Minorities, Willingly Ambitious at Work, Still Feel Excluded

Updated: October 19, 2012 | 2:15 p.m.
October 19, 2012 | 2:07 p.m.

Many employees are willing to work themselves up the chain, but minorities particularly feel they encounter extra challenges along the way, a study shows. (AP Photo/Mark Lennihan)

While multicultural employees are more likely than their white counterparts to say they are willing to do whatever it takes to climb the corporate ladder, they continue to feel excluded in the workplace, a new study reveals.

Half of Asians and 42 percent of Hispanics indicate they are “willing to do whatever it takes to get to the top,” compared with 31 percent of whites. About 35 percent of African-Americans express such eagerness, according to findings from a report by the Center for Work-Life Policy, "Vaulting the Color Bar: How Sponsorship Levers Multicultural Professional into Leadership."

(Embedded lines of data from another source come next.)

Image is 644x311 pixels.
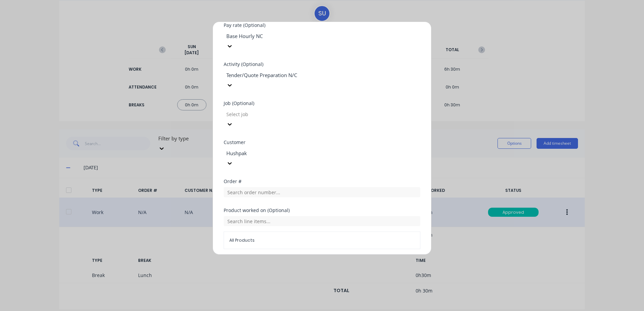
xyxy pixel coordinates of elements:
div: Job (Optional) [224,101,420,106]
input: Search line items... [224,216,420,227]
input: Search order number... [224,187,420,197]
div: Product worked on (Optional) [224,208,420,213]
div: Order # [224,179,420,184]
div: Customer [224,140,420,145]
div: Activity (Optional) [224,62,420,67]
span: All Products [230,238,415,244]
div: Pay rate (Optional) [224,23,420,28]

As the face of the U.S. workforce continues to look increasingly brown (whites currently make up 71.7 percent of the workforce), employers will need to address feelings of disparity — real and perceived — in hiring and retaining their best talent to compete in an increasingly global economy.

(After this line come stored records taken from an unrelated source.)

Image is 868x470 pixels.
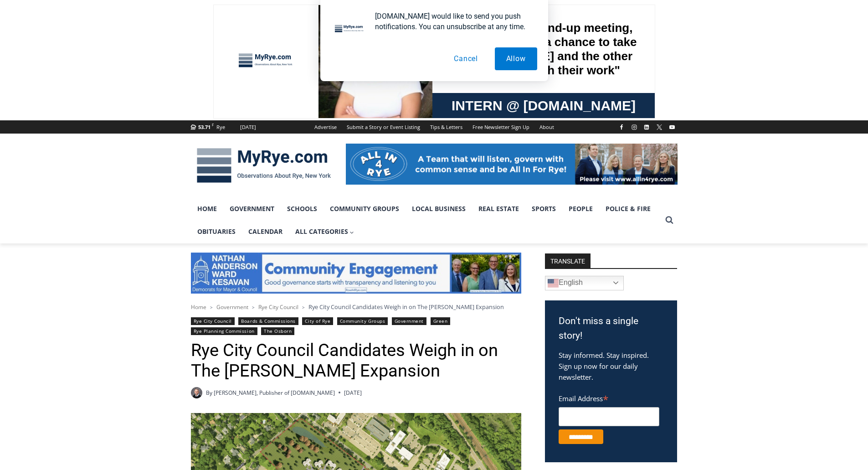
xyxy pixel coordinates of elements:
[212,122,214,127] span: F
[191,220,242,243] a: Obituaries
[210,304,212,310] span: >
[368,11,537,32] div: [DOMAIN_NAME] would like to send you push notifications. You can unsubscribe at any time.
[599,197,657,220] a: Police & Fire
[442,48,489,70] button: Cancel
[191,197,224,220] a: Home
[242,220,289,243] a: Calendar
[559,314,664,343] h3: Don't miss a single story!
[525,197,562,220] a: Sports
[206,388,212,397] span: By
[191,327,258,335] a: Rye Planning Commission
[331,11,368,48] img: notification icon
[324,197,406,220] a: Community Groups
[240,123,256,131] div: [DATE]
[239,317,298,324] a: Boards & Commissions
[220,88,442,114] a: Intern @ [DOMAIN_NAME]
[198,123,211,130] span: 53.71
[261,327,294,335] a: The Osborn
[472,197,525,220] a: Real Estate
[559,389,660,406] label: Email Address
[191,386,202,398] a: Author image
[302,304,305,310] span: >
[191,303,206,311] a: Home
[191,302,521,311] nav: Breadcrumbs
[230,1,430,88] div: "At the 10am stand-up meeting, each intern gets a chance to take [PERSON_NAME] and the other inte...
[302,317,333,324] a: City of Rye
[468,120,535,134] a: Free Newsletter Sign Up
[252,304,255,310] span: >
[545,276,624,290] a: English
[654,122,665,133] a: X
[281,197,324,220] a: Schools
[337,317,387,324] a: Community Groups
[667,122,678,133] a: YouTube
[289,220,361,243] button: Child menu of All Categories
[191,197,661,243] nav: Primary Navigation
[406,197,472,220] a: Local Business
[191,340,521,381] h1: Rye City Council Candidates Weigh in on The [PERSON_NAME] Expansion
[495,48,537,70] button: Allow
[616,122,627,133] a: Facebook
[641,122,652,133] a: Linkedin
[425,120,468,134] a: Tips & Letters
[309,120,559,134] nav: Secondary Navigation
[559,349,664,383] p: Stay informed. Stay inspired. Sign up now for our daily newsletter.
[430,317,450,324] a: Green
[661,212,678,228] button: View Search Form
[562,197,599,220] a: People
[344,388,362,397] time: [DATE]
[629,122,640,133] a: Instagram
[346,143,678,185] img: All in for Rye
[191,142,337,189] img: MyRye.com
[535,120,559,134] a: About
[309,120,342,134] a: Advertise
[259,303,298,311] a: Rye City Council
[216,123,225,131] div: Rye
[392,317,426,324] a: Government
[224,197,281,220] a: Government
[216,303,248,311] a: Government
[342,120,425,134] a: Submit a Story or Event Listing
[214,389,335,396] a: [PERSON_NAME], Publisher of [DOMAIN_NAME]
[547,278,559,289] img: en
[239,91,422,111] span: Intern @ [DOMAIN_NAME]
[191,317,235,324] a: Rye City Council
[545,253,590,268] strong: TRANSLATE
[309,302,504,311] span: Rye City Council Candidates Weigh in on The [PERSON_NAME] Expansion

(RELATED: Jury’s Still Out on Approach to Increasing Diversity on the Hill.)

Many black, Latino, and Asian workers say they feel shut out at work, in part, because companies have yet to make people from all ethnic groups feel comfortable. Forty-five percent of Asians say they’ve had to hide their true self to conform to the company’s style.

One black executive likens his workplace experience to a stage. “The corporation for me is a theater, and I try to remember to stay in character,” he notes, according to a Bloomberg report. For fear of being stereotyped as the angry black person, some employees hesitate being direct and assertive, qualities generally viewed positively, leading to what some scholars have termed “bicultural stress,” the story said.

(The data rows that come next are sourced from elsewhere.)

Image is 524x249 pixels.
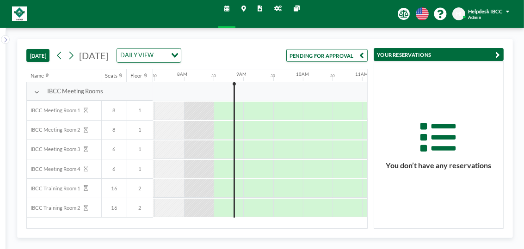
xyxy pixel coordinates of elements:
[105,73,118,79] div: Seats
[211,74,216,78] div: 30
[102,107,127,114] span: 8
[27,186,81,192] span: IBCC Training Room 1
[177,72,187,77] div: 8AM
[296,72,309,77] div: 10AM
[127,107,153,114] span: 1
[31,73,44,79] div: Name
[374,161,504,170] h3: You don’t have any reservations
[131,73,143,79] div: Floor
[27,107,81,114] span: IBCC Meeting Room 1
[271,74,276,78] div: 30
[152,74,157,78] div: 30
[117,49,181,62] div: Search for option
[102,205,127,211] span: 16
[469,8,504,14] span: Helpdesk IBCC
[127,186,153,192] span: 2
[27,127,81,133] span: IBCC Meeting Room 2
[102,127,127,133] span: 8
[27,146,81,153] span: IBCC Meeting Room 3
[102,166,127,173] span: 6
[12,6,27,21] img: organization-logo
[127,146,153,153] span: 1
[26,49,50,62] button: [DATE]
[236,72,247,77] div: 9AM
[102,186,127,192] span: 16
[330,74,335,78] div: 30
[127,166,153,173] span: 1
[27,205,81,211] span: IBCC Training Room 2
[102,146,127,153] span: 6
[456,11,462,17] span: HI
[355,72,368,77] div: 11AM
[119,50,155,60] span: DAILY VIEW
[156,50,166,60] input: Search for option
[469,15,482,20] span: Admin
[374,48,504,61] button: YOUR RESERVATIONS
[79,50,109,61] span: [DATE]
[127,205,153,211] span: 2
[47,87,103,95] span: IBCC Meeting Rooms
[27,166,81,173] span: IBCC Meeting Room 4
[127,127,153,133] span: 1
[286,49,368,62] button: PENDING FOR APPROVAL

Even more challenging for employers is that a fifth of Latinos and a third of blacks say that a person who looked like them would “never get a top position” in their company. Such attitudes are not without merit: 40 percent of blacks say they have experienced discrimination at work, compared with 5 percent of whites.

Having sponsors, defined by the study as leaders who advocate that staff be given opportunities to showcase their talents, increases the level of satisfaction on the job for people of color. Under the sponsorship model, more than half of blacks say they are satisfied with his or her rate of advancement, contrasting to only 35 percent of blacks without such mentors.

In addition, multicultural executives are more likely to say they feel an obligation to help workers of their same gender or ethnicity than whites.